Written pre-Matrix by the Wachowskis (all is hereby forgiven for those disgraceful sequels, boys... well, almost), Vendetta was adapted from the 1983 graphic novel by Alan Moore and David Lloyd, at the time a thinly veiled response to Britain’s Thatcher administration. For its freedom fighter anti-hero the comic drew inspiration from Guy Fawkes, the 17th-century conspirator who planned to detonate London’s Houses Of Parliament, and V’s catchphrase – “Remember, remember, the fifth of November” – comes from a nursery rhyme celebrating Fawkes’s capture. It was also the film’s original release date, before events in London caused it to promptly vanish. Given the touchy nature of the subject matter, Warners’ decision to green-light the project is a daring one. The totalitarian England depicted in the film may be comic book-heightened, but the parallels between V’s crusade against state oppression and our current climate of suppressed liberties are hard to miss. And where to begin on those sequences that explicitly involve the London transport system...
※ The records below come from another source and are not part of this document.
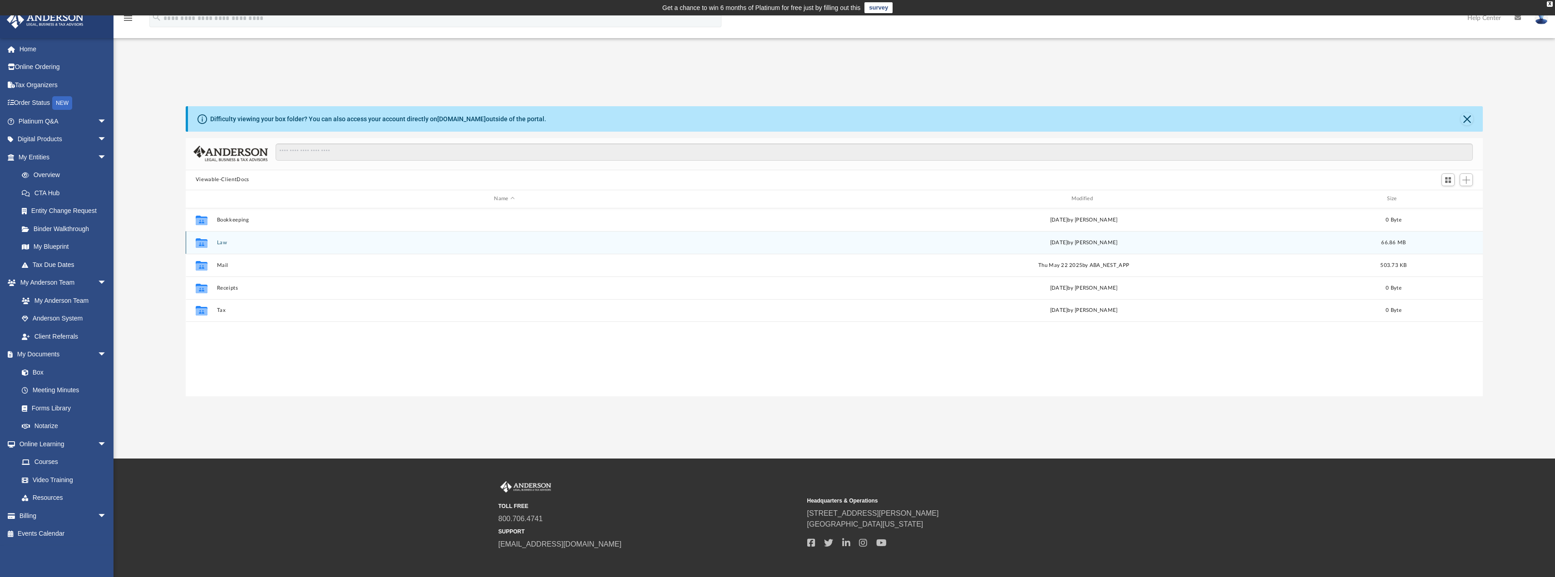 This screenshot has height=577, width=1555. Describe the element at coordinates (63, 85) in the screenshot. I see `a: Tax Organizers` at that location.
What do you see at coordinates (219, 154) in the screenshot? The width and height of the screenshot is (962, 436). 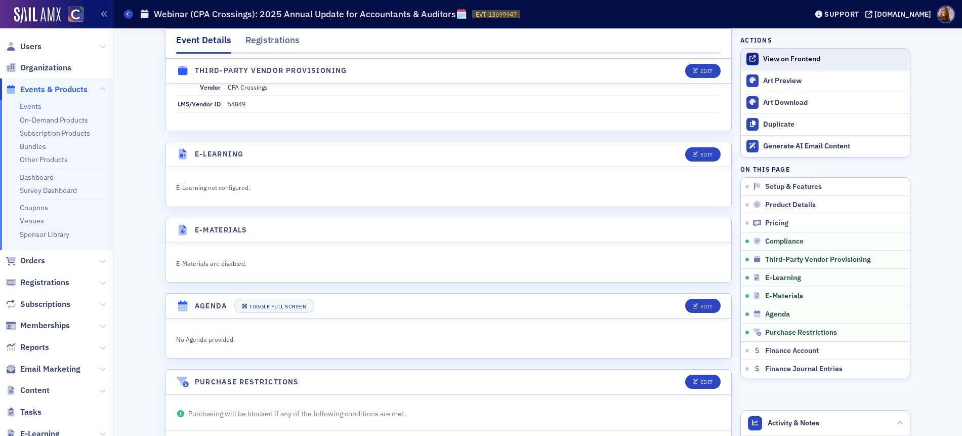 I see `h4: E-Learning` at bounding box center [219, 154].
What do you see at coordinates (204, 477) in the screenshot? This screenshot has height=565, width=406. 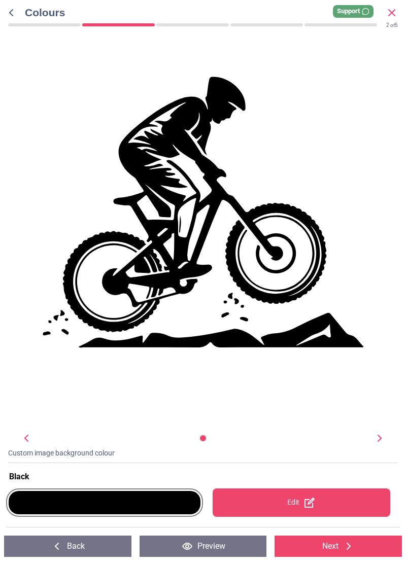 I see `div: Black` at bounding box center [204, 477].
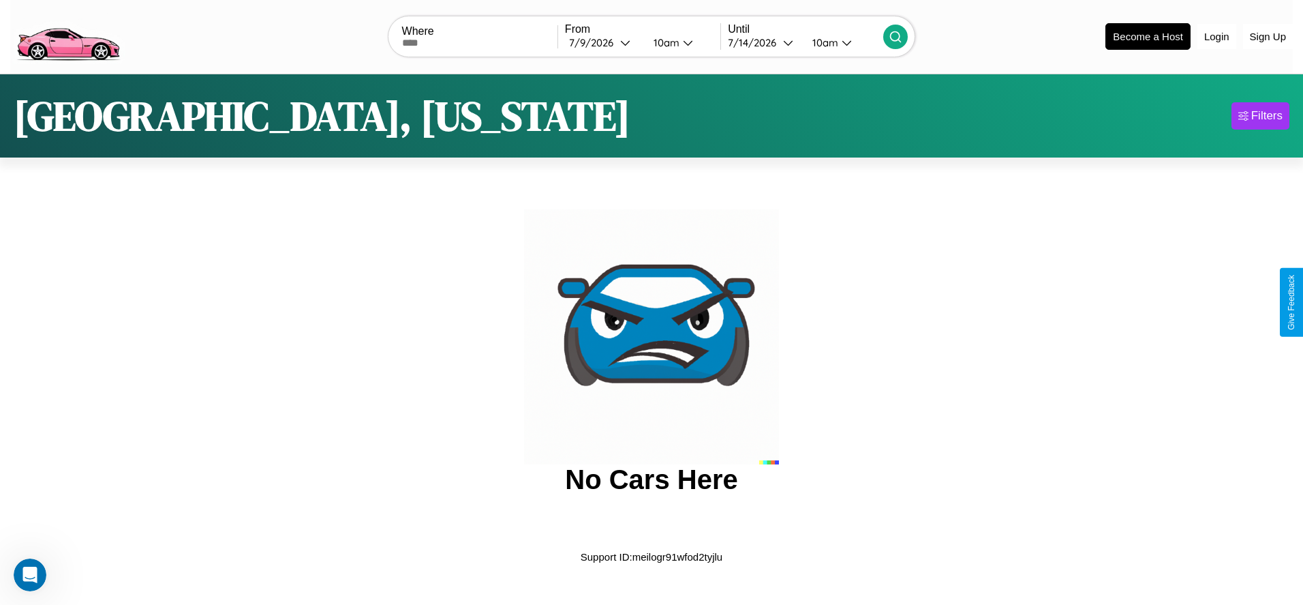  What do you see at coordinates (604, 42) in the screenshot?
I see `button: 7/9/2026` at bounding box center [604, 42].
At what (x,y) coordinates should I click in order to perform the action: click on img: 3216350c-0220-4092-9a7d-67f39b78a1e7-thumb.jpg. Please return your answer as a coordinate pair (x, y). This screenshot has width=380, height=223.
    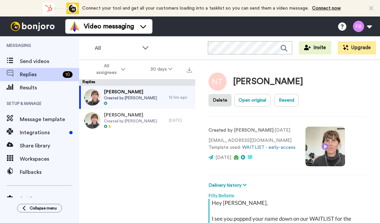
    Looking at the image, I should click on (92, 120).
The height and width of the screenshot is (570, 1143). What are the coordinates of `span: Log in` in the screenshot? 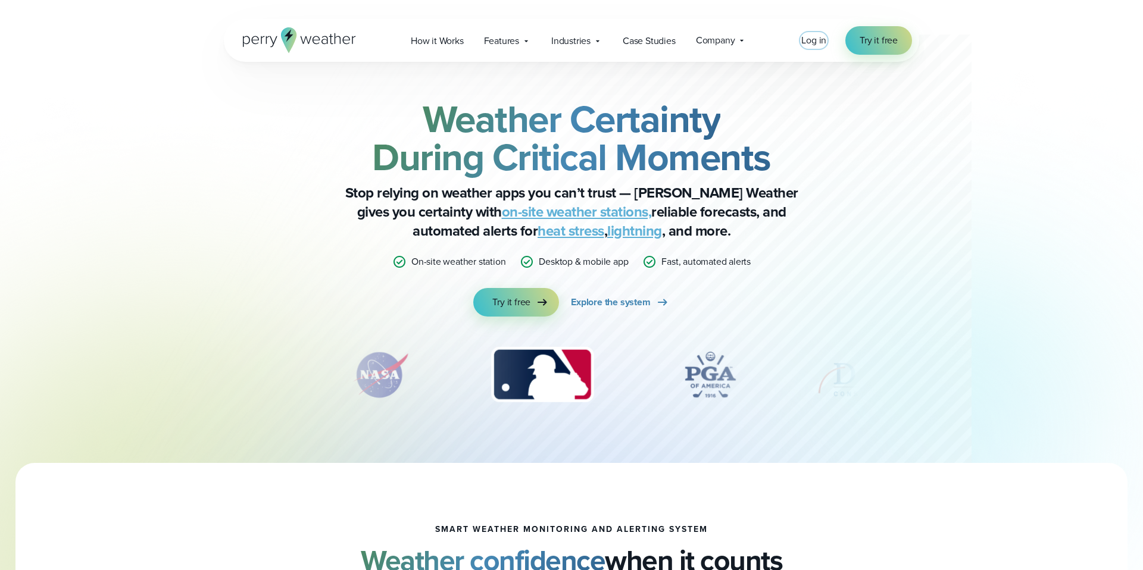 It's located at (814, 40).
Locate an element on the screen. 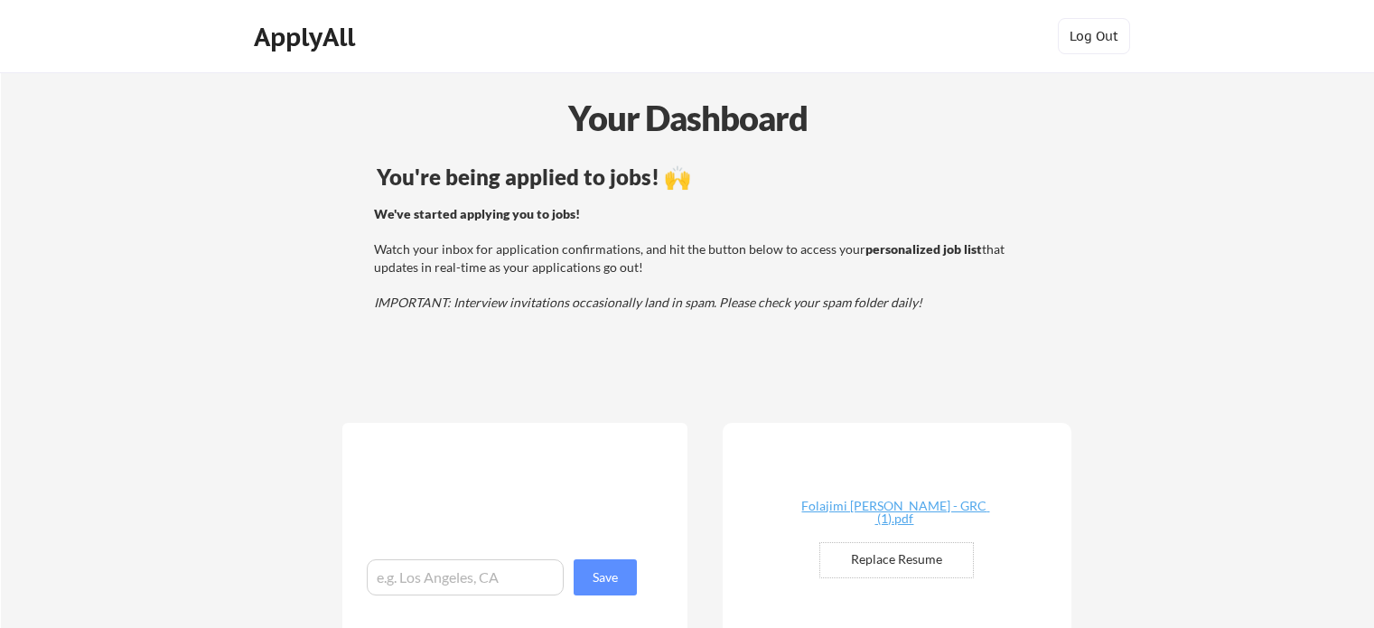 The width and height of the screenshot is (1374, 628). strong: personalized job list is located at coordinates (923, 248).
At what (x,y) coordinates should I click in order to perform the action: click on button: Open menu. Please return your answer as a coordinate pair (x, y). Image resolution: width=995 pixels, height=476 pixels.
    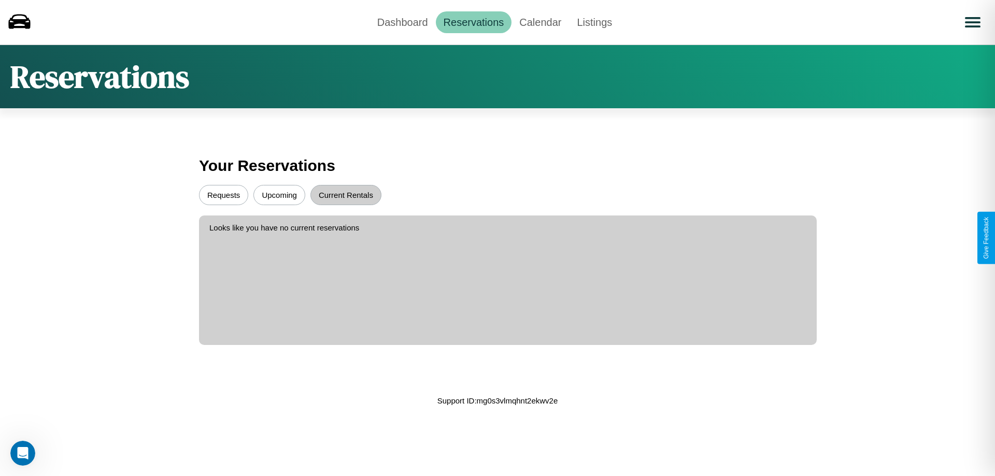
    Looking at the image, I should click on (973, 22).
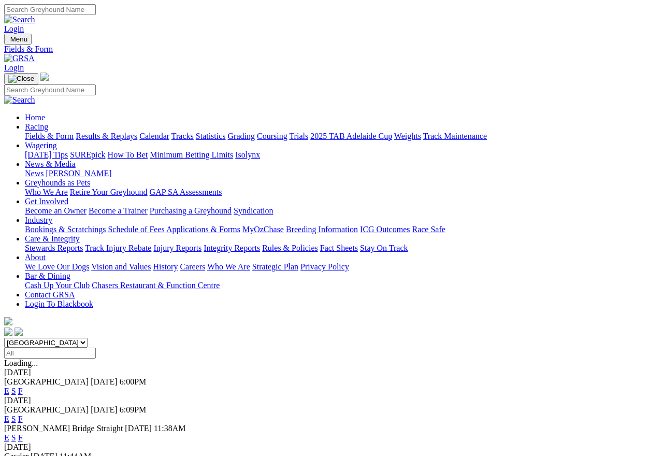 The image size is (663, 456). What do you see at coordinates (57, 266) in the screenshot?
I see `a: We Love Our Dogs` at bounding box center [57, 266].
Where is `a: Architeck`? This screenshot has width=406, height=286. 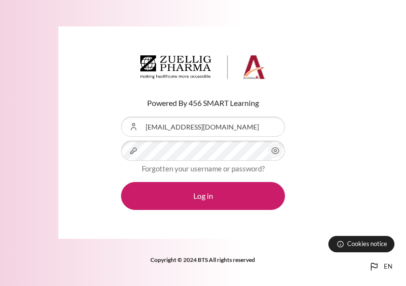 a: Architeck is located at coordinates (203, 69).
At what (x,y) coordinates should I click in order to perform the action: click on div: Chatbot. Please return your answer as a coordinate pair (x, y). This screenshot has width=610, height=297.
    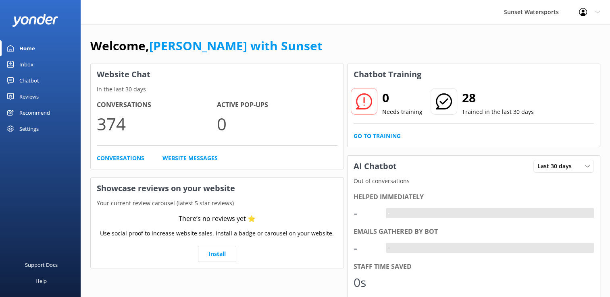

Whether or not this potentially controversial film lights any fires is another question. Warners’ Matrix-lite marketing campaign is sure to lure the opening weekend kids, but it’s also misleading, for Vendetta isn’t an action picture in the expected sense. Tense and compelling though it may be, the film’s thrills come more from character and dialogue than they do chase sequences, CGI or set piece violence. There’s something memorably electric going on when V’s defiantly intoning “Beneath this mask there is an idea... and ideas are bulletproof” can elicit the kind of awe that a spectacular fight scene could never hope to attain. Vendetta’s anxious energy is driven in part by anticipating how far the filmmakers will go – just when you expect it to soften, the film surprises by taking a dramatic curve. You may have to pinch yourself and wonder, Is this really a major studio release I’m watching here?

In what is one of the screen’s great masked performances, Hugo Weaving is more than just the star, he’s the dark, galvanising soul of the film. It takes a certain calibre of actor to project delicate emotion through a perpetual porcelain smirk, and Weaving makes us believe in both the power of his betrayal and his quest. As Evey, Portman exhibits a tough vulnerability that hasn’t shone since her brilliant breakout in The Professional. And special mention has to go to Stephen Rea, whose complicated turn as a split-allegiance law enforcer shades in the moral grey areas with a human dimension.

Full credit to director McTeigue, too, who proves that he’s no mere Wachowski clone, the former first AD (he served on The Matrix and Star Wars: Episode II) fluent in both the action and character dimensions of the story.

All that and one of the most rousing endings since Fight Club; it may just make you want to step out of the cinema and blow something up... for liberty, and, ah, justice, of course....

LUKE GOODSELL

ANY GOOD?
A thrilling and provocative graphic novel adaptation.